The Great Outdoor Games start tonight on ESPN. If you have somehow missed ESPN’s advertising campaign, which might best be described as “carpet bombing,” the games feature a wide variety of outdoor activities, such as fishing, shooting, various dog-related events and lumberjacking. Pardon me while I change the channel. I’m sure that lumberjacking is an important part of the American economy, and without lumberjacks, you wouldn’t be holding a newspaper in your hands right now, but frankly I don’t care about it. There is no way that cutting through wood with a chainsaw, no matter how quickly, is a sport. Unless Leatherface, star of the Texas Chainsaw Massacre movies, is participating. I don’t really care which flannel-clad lumberjack finishes first, and which finishes 25th, almost two-tenths of a second slower. I suspect that it probably doesn’t really matter to anyone else, either. Competitors in these events take themselves a little too seriously for my taste. One competitor sounded a little bit like Lizzie Borden when he said, “I’m a very instinctive ax man. I try to be comfortable, don’t force it, just do things easy within myself.”I would be pretty careful anywhere with an ax, but especially within myself. Normally, I would simply ignore this type of idiocy, but I am starting to notice a disturbing trend on ESPN and its family of channels. I’ll call it the “MTV-ization” of the Extended Sports Programming Network.ESPN is starting to show less of what made it great: analysis and highlight shows as well as older NFL Films productions, and more of what makes me change the channel: Outdoor Games, X-Games and God forbid, the WNBA. MTV did the same thing about 10 years ago, going from an all (or at least mostly) music channel to a wretched mix of WebRiot, Daria and old episodes of The Real World. You can go an entire weekend without seeing an actual music video on MTV. I fear that the same thing will happen to ESPN, slowly melding it from a source for entertaining and informative shows such as Baseball Tonight to constant Mountain Dew commercials, punctuated occasionally by thrilling “Water skiing 2 Nite” highlights.If we nip this thing in the bud, simply by ignoring the Outdoor Games and all similar programming, it will hopefully just go away.


Some other things I think are worth mentioning:Newcastle United, a member of the English Premier League, played a match against the Columbus Crew on Wednesday at Crew Stadium. The English soccer leagues have a rule that at the end of every season, the bottom three teams from the Premier League move down to Division One (the top minor-league) and the top three teams from Division One move up to the Premier League. The same thing applies to the lower leagues as well. This is an absolutely phenomenal idea. Imagine the NBA adopting such a policy: The Clippers would be dumped down to the CBA so fast, Lamar Odom’s head would spin. This would also help make late-season games a little bit more interesting. Ditto for the MLS. The US Open Cup competition has shown that A-League teams can play on something close to an equal footing with MLS sides, so why not adopt the rule? Maybe the champion of the A-League could play a match against a team from the last-place side of the MLS for the right to be a member of MLS during the next season. It’s worth considering.


Ripping the WNBA is popular because it’s so easy. ESPN’s broadcasts of the league are almost unwatchable, although if they can talk Hank Williams, Jr. into recording an “Are you ready for missed lay-ups?” theme song, like the Monday Night Football song, maybe things will pick up. I’m still not sure it’s worth pre-empting the usual programming on the Lifetime channel to show the games, either, although the usual line-up is made up of shows with plot lines that all look suspiciously like the video “Good-bye Earl” from the Dixie Chicks. Has any man in history ever accomplished anything? Not according to Lifetime. Men are all drunk, stupid, unemployed wife-beaters who drag their families (and especially their wives) down with them. But that’s a story for another column.The WNBA is a league that advertises the fact that it is marginally better than a bunch of fat, middle-aged white guys ballin’ in the park. So are most decent boys’ high school teams. But good for you, ladies. Why am I so anti-WNBA? Because the game is played at a pitiful level. The Portland Fire spent the evening of June 30 scoring a whopping 39 points against Houston. That’s 39 points. In an entire game. Just to prove that it wasn’t a fluke, the ladies of Portland went out and dropped a huge 45 points on the New York Liberty just six days later. Soccer teams score more than that.Portland has already won four games this season without breaking 70 points in any of them. I love this game.It’s not just Portland, either. Seattle has fallen short of the 50-point plateau five times this season. In fact, in 24 games, Seattle has not scored 70 points. Not once. I have a suggestion for the WNBA’s next national commercial campaign: Wake me when it’s over.
Thomas Orr is a senior journalism major and the Lantern sports editor. He hopes one day to become the host of “Water skiing 2 Nite.”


Exercise brief:
Pick each line containing the word "icon" out of the data below.

Provided information:
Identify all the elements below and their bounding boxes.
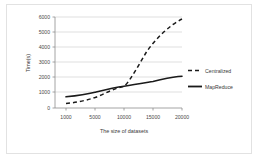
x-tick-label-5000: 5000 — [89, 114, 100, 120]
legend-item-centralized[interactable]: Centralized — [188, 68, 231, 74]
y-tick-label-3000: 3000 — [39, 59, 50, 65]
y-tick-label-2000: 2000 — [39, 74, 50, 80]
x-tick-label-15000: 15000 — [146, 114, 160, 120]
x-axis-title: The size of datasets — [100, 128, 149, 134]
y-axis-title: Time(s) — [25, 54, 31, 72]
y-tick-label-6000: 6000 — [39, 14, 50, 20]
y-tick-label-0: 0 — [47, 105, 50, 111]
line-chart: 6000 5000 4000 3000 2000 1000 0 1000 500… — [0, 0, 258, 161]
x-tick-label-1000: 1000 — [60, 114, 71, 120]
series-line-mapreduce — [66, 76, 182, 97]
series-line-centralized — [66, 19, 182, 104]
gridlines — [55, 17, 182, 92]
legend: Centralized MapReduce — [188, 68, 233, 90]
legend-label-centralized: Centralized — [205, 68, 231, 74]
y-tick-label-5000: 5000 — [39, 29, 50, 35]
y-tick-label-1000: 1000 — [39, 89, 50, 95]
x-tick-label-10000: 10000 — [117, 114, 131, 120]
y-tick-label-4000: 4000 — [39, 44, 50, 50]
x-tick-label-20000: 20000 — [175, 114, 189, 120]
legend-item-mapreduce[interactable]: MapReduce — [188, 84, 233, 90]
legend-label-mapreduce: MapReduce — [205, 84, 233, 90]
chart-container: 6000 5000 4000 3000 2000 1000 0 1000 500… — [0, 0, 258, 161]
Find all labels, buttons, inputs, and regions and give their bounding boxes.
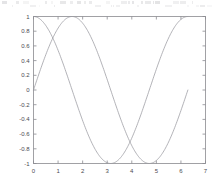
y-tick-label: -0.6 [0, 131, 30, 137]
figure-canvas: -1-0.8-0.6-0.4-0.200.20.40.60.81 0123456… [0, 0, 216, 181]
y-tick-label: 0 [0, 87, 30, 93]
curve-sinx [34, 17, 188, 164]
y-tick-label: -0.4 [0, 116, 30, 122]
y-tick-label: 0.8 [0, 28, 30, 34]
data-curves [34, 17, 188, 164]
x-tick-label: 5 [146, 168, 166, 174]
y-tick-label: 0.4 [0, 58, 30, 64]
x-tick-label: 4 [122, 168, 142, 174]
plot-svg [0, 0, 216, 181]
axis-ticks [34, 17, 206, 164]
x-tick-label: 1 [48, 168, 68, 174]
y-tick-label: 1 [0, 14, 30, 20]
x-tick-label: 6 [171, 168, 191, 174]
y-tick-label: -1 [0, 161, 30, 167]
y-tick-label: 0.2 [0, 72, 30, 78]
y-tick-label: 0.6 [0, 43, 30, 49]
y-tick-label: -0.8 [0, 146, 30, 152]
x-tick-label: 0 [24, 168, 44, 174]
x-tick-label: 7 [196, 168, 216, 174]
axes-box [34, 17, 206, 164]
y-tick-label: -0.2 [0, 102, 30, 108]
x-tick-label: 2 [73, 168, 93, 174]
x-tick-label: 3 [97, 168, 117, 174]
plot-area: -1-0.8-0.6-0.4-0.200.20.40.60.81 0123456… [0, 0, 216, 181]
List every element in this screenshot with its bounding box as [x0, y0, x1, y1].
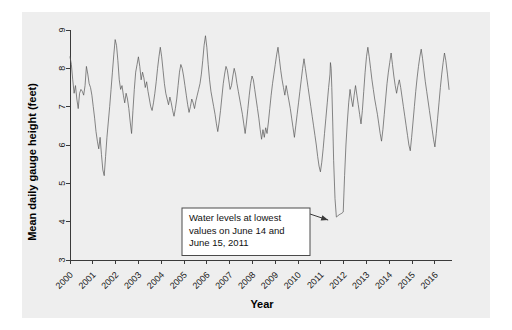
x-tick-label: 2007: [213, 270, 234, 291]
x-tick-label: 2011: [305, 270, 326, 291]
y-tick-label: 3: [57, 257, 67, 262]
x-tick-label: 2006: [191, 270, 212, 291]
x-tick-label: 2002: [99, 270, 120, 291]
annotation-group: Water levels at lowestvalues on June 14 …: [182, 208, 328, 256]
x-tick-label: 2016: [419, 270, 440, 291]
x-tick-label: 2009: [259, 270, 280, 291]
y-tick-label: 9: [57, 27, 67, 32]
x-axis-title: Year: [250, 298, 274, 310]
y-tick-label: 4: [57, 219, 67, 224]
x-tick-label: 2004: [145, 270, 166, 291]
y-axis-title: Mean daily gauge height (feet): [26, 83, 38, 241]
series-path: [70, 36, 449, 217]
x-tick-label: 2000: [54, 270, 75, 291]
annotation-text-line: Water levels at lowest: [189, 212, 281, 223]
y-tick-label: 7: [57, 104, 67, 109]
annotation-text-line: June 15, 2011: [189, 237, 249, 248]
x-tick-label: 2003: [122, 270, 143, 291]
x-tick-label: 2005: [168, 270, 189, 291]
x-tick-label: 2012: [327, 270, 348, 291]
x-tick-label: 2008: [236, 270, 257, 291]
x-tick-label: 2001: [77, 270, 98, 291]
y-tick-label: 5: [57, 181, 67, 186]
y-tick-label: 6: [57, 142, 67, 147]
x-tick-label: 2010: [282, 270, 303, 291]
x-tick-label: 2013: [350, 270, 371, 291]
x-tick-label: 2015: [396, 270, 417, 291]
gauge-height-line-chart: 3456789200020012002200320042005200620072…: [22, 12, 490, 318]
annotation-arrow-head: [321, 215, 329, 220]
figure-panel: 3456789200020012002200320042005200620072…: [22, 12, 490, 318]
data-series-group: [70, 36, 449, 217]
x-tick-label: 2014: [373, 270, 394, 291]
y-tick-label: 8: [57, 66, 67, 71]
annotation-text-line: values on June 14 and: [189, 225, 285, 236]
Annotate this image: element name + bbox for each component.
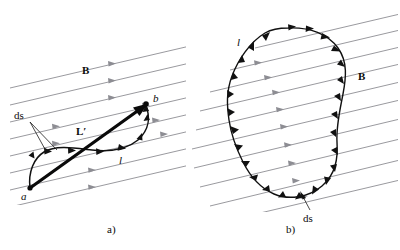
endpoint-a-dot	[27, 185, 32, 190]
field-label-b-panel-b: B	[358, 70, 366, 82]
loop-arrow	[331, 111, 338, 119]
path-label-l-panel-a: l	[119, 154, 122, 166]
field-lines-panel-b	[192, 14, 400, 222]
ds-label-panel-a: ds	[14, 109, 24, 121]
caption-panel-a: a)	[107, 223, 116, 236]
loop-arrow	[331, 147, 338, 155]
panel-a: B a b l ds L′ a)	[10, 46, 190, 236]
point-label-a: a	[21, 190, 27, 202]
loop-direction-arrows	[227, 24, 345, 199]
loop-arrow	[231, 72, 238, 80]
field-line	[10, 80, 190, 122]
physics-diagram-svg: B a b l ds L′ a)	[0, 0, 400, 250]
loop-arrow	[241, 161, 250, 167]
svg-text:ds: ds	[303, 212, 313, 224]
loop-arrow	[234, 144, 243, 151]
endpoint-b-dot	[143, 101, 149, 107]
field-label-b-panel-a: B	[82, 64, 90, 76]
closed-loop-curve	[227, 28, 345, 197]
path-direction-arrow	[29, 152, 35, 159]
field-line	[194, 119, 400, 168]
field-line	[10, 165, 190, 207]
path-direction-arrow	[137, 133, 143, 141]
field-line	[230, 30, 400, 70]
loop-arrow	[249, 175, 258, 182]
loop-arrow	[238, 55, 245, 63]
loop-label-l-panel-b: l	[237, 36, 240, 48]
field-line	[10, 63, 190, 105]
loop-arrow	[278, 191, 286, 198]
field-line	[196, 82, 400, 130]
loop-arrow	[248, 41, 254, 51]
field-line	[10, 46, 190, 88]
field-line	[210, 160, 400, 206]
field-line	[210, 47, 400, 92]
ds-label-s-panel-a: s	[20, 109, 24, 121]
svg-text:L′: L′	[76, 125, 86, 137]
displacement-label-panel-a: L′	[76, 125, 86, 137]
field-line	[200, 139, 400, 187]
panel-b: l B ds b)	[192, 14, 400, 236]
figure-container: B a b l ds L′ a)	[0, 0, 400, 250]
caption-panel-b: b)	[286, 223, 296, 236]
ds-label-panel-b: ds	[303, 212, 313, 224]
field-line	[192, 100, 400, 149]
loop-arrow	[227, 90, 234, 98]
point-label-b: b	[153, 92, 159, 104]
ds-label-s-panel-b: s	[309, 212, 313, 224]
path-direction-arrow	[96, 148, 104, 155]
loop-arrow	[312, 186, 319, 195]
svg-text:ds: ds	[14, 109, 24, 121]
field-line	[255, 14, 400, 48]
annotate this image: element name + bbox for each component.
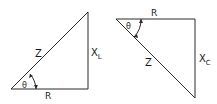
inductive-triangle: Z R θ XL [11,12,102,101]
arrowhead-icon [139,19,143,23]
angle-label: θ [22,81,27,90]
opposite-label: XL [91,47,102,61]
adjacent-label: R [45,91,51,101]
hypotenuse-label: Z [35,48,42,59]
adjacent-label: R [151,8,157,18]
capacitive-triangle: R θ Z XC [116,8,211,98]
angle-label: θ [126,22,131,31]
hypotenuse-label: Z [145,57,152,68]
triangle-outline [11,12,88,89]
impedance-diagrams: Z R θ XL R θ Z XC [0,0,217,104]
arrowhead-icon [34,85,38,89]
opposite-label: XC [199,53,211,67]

Output of the task:
arrowhead-icon [139,19,143,23]
arrowhead-icon [34,85,38,89]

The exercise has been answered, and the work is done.